As one of them said, “It’s great to be a veteran. It’s great to be able to look back.”
The point is now. During the pandemic, Mike and his wife and co-director Petra Eperlein sent Gunner to the United States to track down her Palace children to see how the war has shaped their lives since then. crossed.
A short film co-produced by the Eurasia Group Foundation and released by The New York Times last week is called “The Army We Had.”
In it, Tucker and Epperlein clip footage of the idealistic, war-hungry children of “Gunner’s Palace” to fresh interviews with the people they have become today. war. who were they fighting? why were they there? What good did it do?
Mike is currently in Ukraine, but he took his time to discuss the lessons of “The Army We Had”, the biggest differences between Ukraine and Iraq, and what he thinks most people don’t understand about the experience.
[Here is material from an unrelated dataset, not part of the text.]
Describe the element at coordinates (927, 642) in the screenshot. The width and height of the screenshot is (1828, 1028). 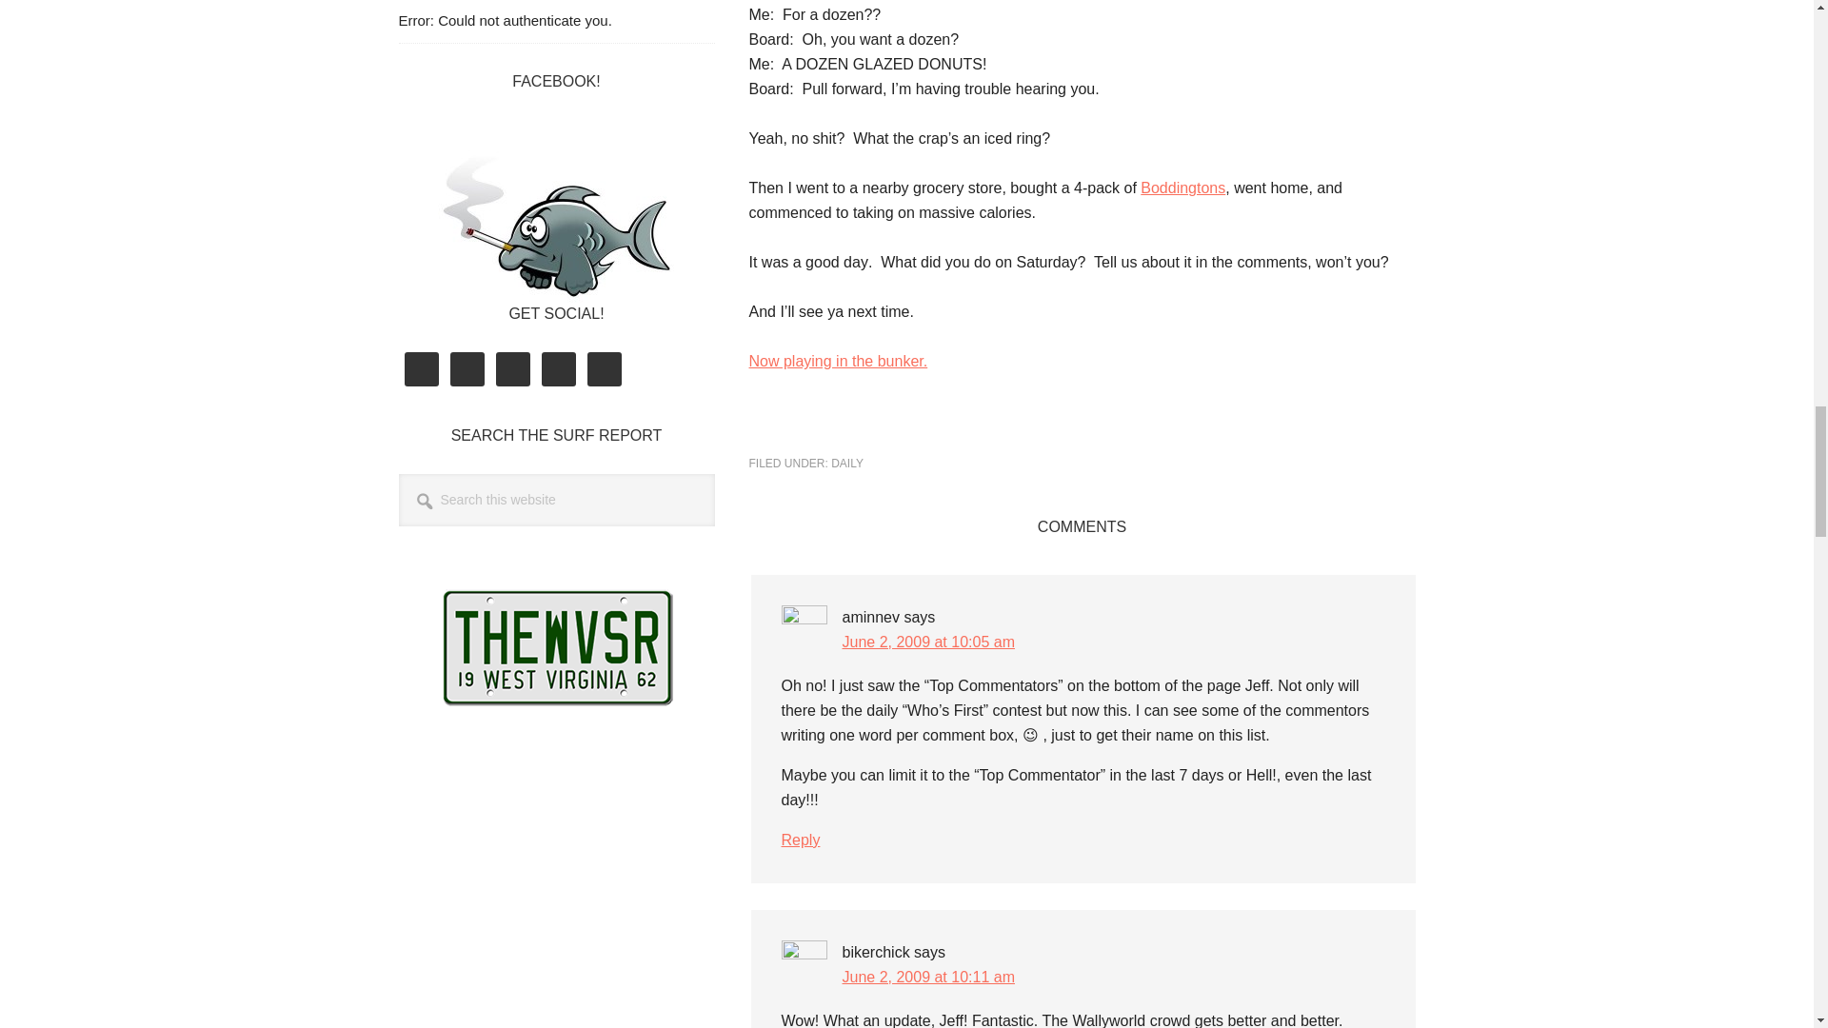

I asked about war.
His answer has been lightly edited.
Alex Clement: Mike, congratulations on your new movie. where are you now and what are you doing
I’m currently in Ukraine and have spent the past seven months filming a project about how a ragtag army of volunteers delivers machinery and materials to the front lines.
What is the main lesson you want people to learn from ‘The Army We Had’?
It is vital that America rethinks when and how it authorizes arms. After all the death, suffering, sacrifice, deployment, and military spending in Iraq, it is difficult to point to any positive outcome. You can see it in the faces of the soldiers in the film.
Twenty years after ‘Gunner Palace’, you find yourself in the middle of an equally era-defining war in Ukraine. How do the two experiences compare?
The war in Ukraine is completely different than in Iraq. For one thing, instead of filming the invaders, this time I’m filming people resisting Russian aggression, and I feel it’s essential that people in the West understand that.
But also technology has changed everything. The invasion of Iraq predates YouTube. Before social media. Now in Ukraine, fighters are flooding social media with content. It has a raw immediacy that I haven’t seen before, and I think it risks numbing its terror.
You’ve spent a lot of time in and around war, what do you think the general public understands? Even if only slightly What about your experience?
As for Ukraine, what people don’t see in the news right now is the psychological impact on the Ukrainian civilian population. Around Kiev he 2-3 times a day the aviation alarm sounds. Worst of all, when it’s nothing, it all feels normal.
but in other words [American journalist] Chris Hedges “War Gives Us Meaning” I like to think of the years of “Gunner’s Palace” as the best and worst years of these soldiers’ lives, and many of them agree. I think so. They will never feel close to another person again. And for many of them, some never feel that purpose again, regardless of the issue of the mission itself.
You can (and should!) watch the movie The Army We Had here.